Herbert, whose "Watch Mr. Wizard" program began in 1951 and ran for 14 years, died Tuesday at his California home of multiple myeloma, according to an obituary in today's Los Angeles Times.
The Times story pointed out that Herbert used basic experiments to teach scientific principles to his live TV audience using a boy or girl as an in-studio guest to help him with those experiments.
Herbert told The New York Times in a 2004 interview that he would instill a sense of wonder in the most elementary scientific experiments, saying he "would perform the trick, as it were, to hook the kids, and then explain the science later," the Times reported.
The successful, award-winning method was satirized by the legendary radio (and briefly, TV) comedians Bob Elliott and Ray Goulding in a bit where none of the experiments ever worked or would end in explosive disaster and the clueless, hyperenthusiastic kid next door would exclaim, "Gosh all get-out, Mr. Science ..."
The Times quotes National Science Foundation official George Tressel, who said in 1989: "Over the years, Don has been personally responsible for more people going into the sciences than any other single person in this country."
*****************************
Long before Bill Nye the Science Guy ...
... and long before Carl Sagan there was Don Herbert, early television's "Mr. Wizard," whose Saturday morning program in the `50s and early `60s arguably did more to foster young people's interest in science than Sputnik.
Herbert, whose "Watch Mr.

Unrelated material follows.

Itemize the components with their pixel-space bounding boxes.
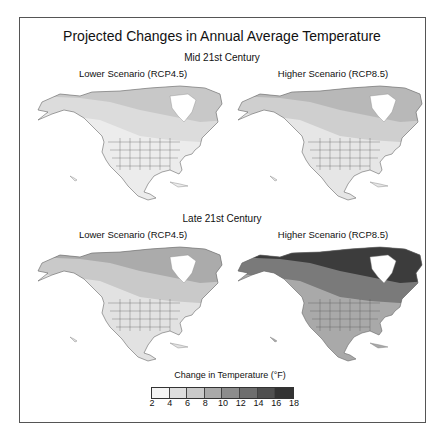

Wizard" program began in 1951 and ran for 14 years, died Tuesday at his California home of multiple myeloma, according to an obituary in today's Los Angeles Times.
The Times story pointed out that Herbert used basic experiments to teach scientific principles to his live TV audience using a boy or girl as an in-studio guest to help him with those experiments.

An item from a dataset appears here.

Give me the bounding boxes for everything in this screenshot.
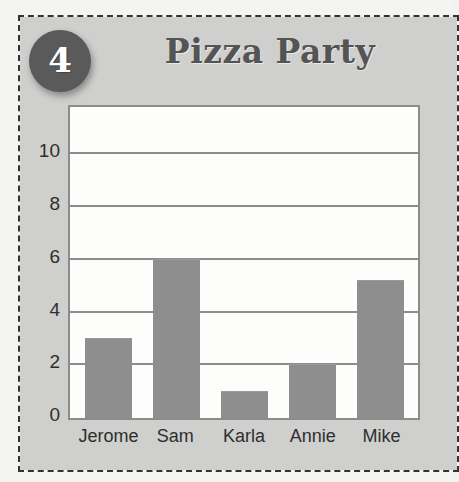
page-title: Pizza Party [120, 32, 420, 71]
problem-number-badge: 4 [29, 30, 91, 92]
problem-number-label: 4 [48, 43, 72, 77]
chart-header: 4 Pizza Party [20, 22, 453, 100]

Herbert told The New York Times in a 2004 interview that he would instill a sense of wonder in the most elementary scientific experiments, saying he "would perform the trick, as it were, to hook the kids, and then explain the science later," the Times reported.
The successful, award-winning method was satirized by the legendary radio (and briefly, TV) comedians Bob Elliott and Ray Goulding in a bit where none of the experiments ever worked or would end in explosive disaster and the clueless, hyperenthusiastic kid next door would exclaim, "Gosh all get-out, Mr. Science ..."
The Times quotes National Science Foundation official George Tressel, who said in 1989: "Over the years, Don has been personally responsible for more people going into the sciences than any other single person in this country."